CHOICES research found that eliminating the tax subsidy of TV advertising costs for unhealthy food and beverages advertised to children and adolescents could be a cost-saving strategy to reduce childhood obesity and related healthcare expenditures.

Sonneville KR, Long MW, Ward ZJ, Resch SC, Wang YC, Pomeranz JL, Moodie ML, Carter R, Sacks G, Swinburn BA, Gortmaker SL. BMI and Healthcare Cost Impact of Eliminating Tax Subsidy for Advertising Unhealthy Food to Youth. Am J Prev Med. 2015 Jul;49(1):124-34. doi: 10.1016/j.amepre.2015.02.026.

Every year, children in the US are exposed to thousands of food-related TV advertisements, most of which promote nutritionally poor foods and drinks. Despite changes in media consumption, TV remains the predominant platform to reach youth, and the advertising industry knows it. Food marketers spend millions of dollars on youth-directed television each year, and these advertising expenditures are currently treated by the US government as an ordinary business expense. In 2009, for example, the food and beverage industry received a tax subsidy of nearly $80 million for the $633 million spent on TV advertising to children.

With factors such as the US Constitution’s protection of marketing as commercial speech and the government’s reluctance to regulate even minimal restrictions on advertising, eliminating or amending the tax deduction available to food companies for the costs of advertising to children has been proposed.

Children crowded around an iPad“By changing the tax treatment of advertising expenses, the food industry will have less incentive to advertise unhealthy foods and drinks to kids,” says lead author Kendrin Sonneville, ScD, RD, Director of Nutrition Training in the Division of Adolescent Medicine at Boston Children’s Hospital.

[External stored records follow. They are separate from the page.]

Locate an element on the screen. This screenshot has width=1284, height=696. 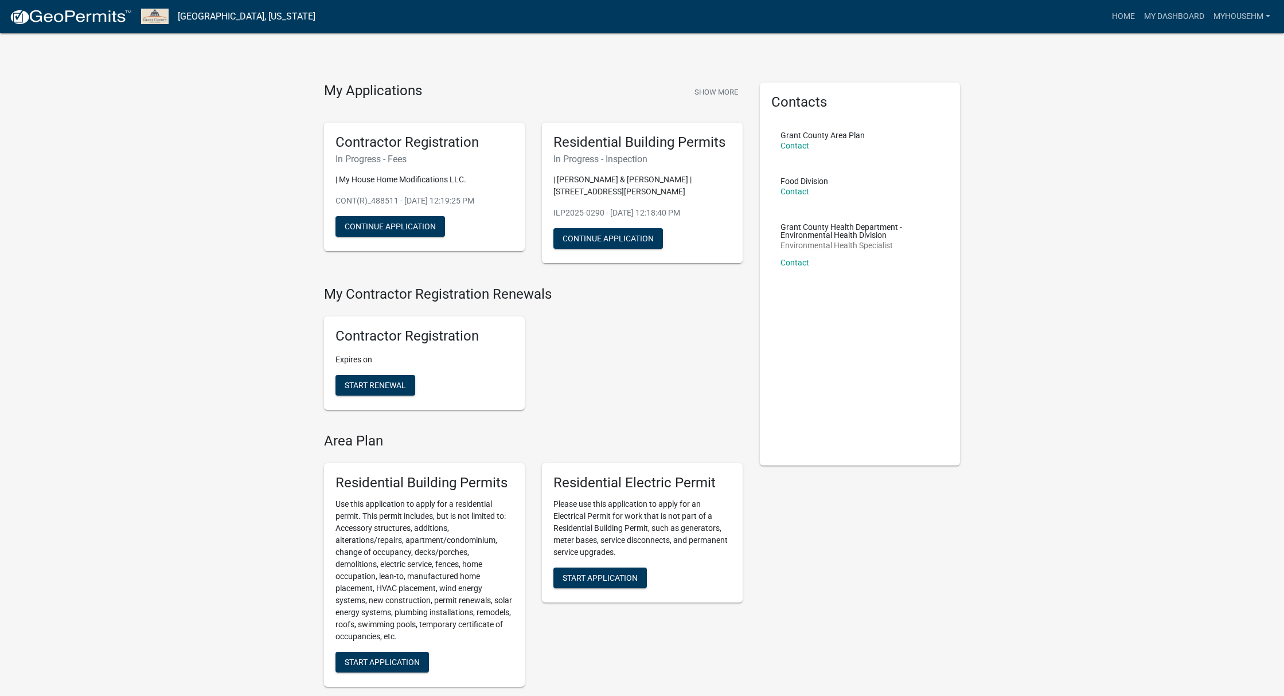
p: | My House Home Modifications LLC. is located at coordinates (424, 180).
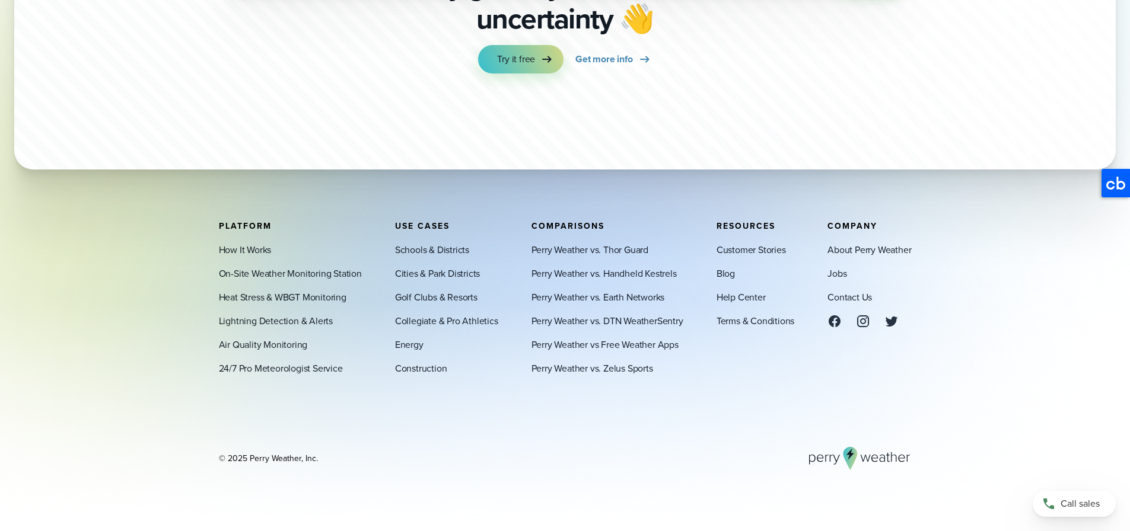 The width and height of the screenshot is (1130, 531). What do you see at coordinates (290, 274) in the screenshot?
I see `a: On-Site Weather Monitoring Station` at bounding box center [290, 274].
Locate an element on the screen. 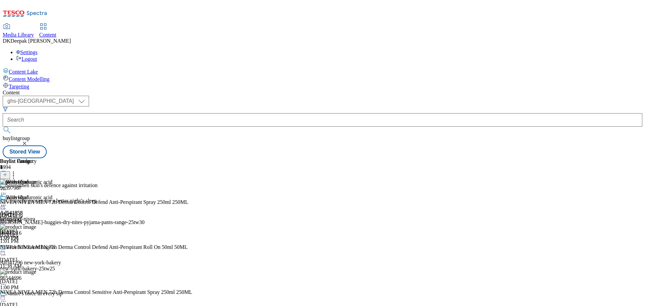 The width and height of the screenshot is (645, 306). a: Media Library is located at coordinates (18, 31).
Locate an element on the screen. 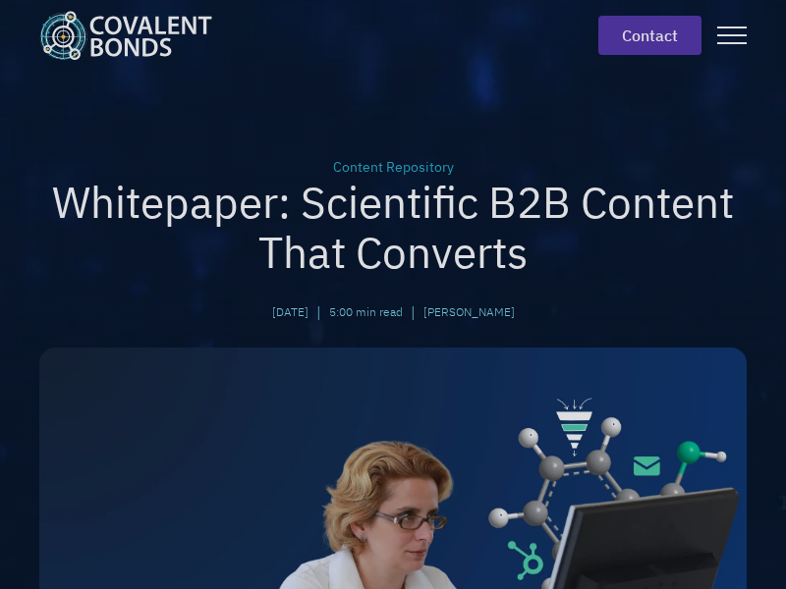  div: 5:00 min read is located at coordinates (365, 312).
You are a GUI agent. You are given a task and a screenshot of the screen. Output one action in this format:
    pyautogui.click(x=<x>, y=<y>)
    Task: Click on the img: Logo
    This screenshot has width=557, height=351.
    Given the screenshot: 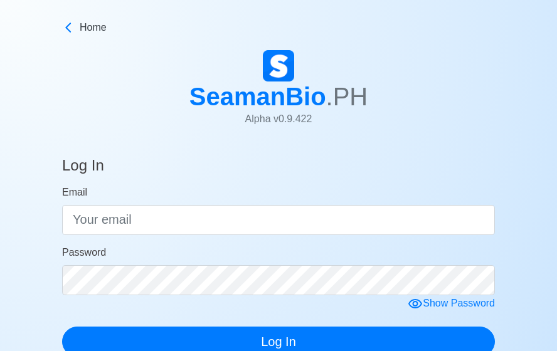 What is the action you would take?
    pyautogui.click(x=278, y=66)
    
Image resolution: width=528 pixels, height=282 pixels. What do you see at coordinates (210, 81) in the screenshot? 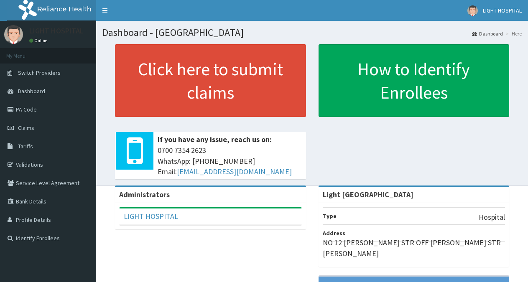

The study intervention involved the elimination of this tax subsidy, applying to television programming watched on traditional TV and to television advertising aired during children’s programming, reaching nearly 74 million youth between the ages of two to 19. By using a simulation model, the researchers estimated that the intervention would reduce an aggregate 2.13 million BMI units in the population, costing $1.16 per BMI unit reduced. Over a 10-year period, the intervention would result in $352 million in healthcare cost savings and gain 4,538 quality-adjusted life years (QALYs).

While the effects of the intervention may be small at the individual level, such a policy could have substantial impact on healthcare expenditure at the population level. Although the policy would likely be met with opposition from the food industry, eliminating the tax subsidy of advertising expenses would also generate tax revenue and is likely to receive strong public support. The study provides important information for a feasible approach to reducing children’s advertising exposure.